Erin Morgenstern — The Starless Sea

The Starless Sea is a story about the love of stories.

The main plot lies mostly underground in a world filled with stories—in books and paintings and sculptures and even in people. Zachary Ezra Rawlings finds an uncatalogued book with no listed author in the library. The book contains a story about him when as a young boy he missed the opportunity of opening a door painted on a wall. But the book is older than Zachary. How could the author know his story? His search for the source of the book leads him to the labyrinth of stories lying under his feet.

Morgenstern’s novel is filled with unrelated stories, fables, fairytales, and myths that intertwine and finally connect at the end of the book. These individual stories contain romance, loss, time and fate, humor…

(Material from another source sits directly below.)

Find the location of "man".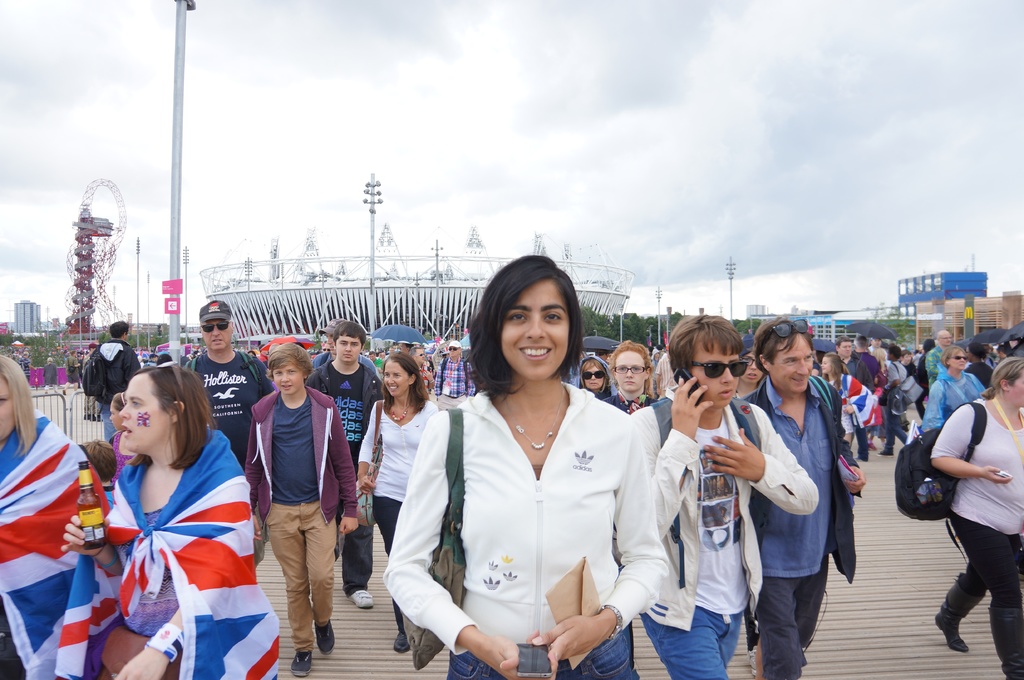
Location: rect(309, 313, 383, 380).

I’m not usually a fan of fantasy, but I was absorbed in this book and Morgenstern’s excellent writing. She has a fantastic imagination.

Dave Eggers — The Parade

The Parade is a psychological, political, literary novella about two anonymous contractors hired to pave a road in an unknown civil-war-torn country. Two opposite personalities travel from the poor south to the city in the north. The author tells the story from “Four’s” point of view. His goal is to follow the rules, don’t interact with the locals, get the job done on time for the parade, and go home. We only see “Nine” through “Four’s” perspective, as a happy-go-lucky rule-breaker who pays little attention to the job and spends his time mixing with the locals, partying, drinking, sleeping with the women, and giving away company property. “Nine” is interested in what’s happening to the country, its people, and what the road will mean to them.

I would give the book four stars, except that I guessed the twist at the end from the very beginning. Maybe I have a twisted mind.

Jonathan de Shalit — A Spy in Exile

The novel felt like several stories stuffed into one book with no real connection except Ya’ara Stein, an ex-agent of Israel’s Mossad, who is training a group of unlikely recruits to become a black ops unit. There is no overall plot, unless you count the random chapters about the sculptor, which doesn’t tie into the story until the end. There is a story with a plot in the first half of the book, but that ended in chapter thirty-something out of seventy-eight.

Lots of time is spent on character development of the unlikely recruits. The main protagonist, Ya’ara, is the least likeable—cold and cruel.

Slow paced, the story didn’t flow. I wouldn’t call it a thriller.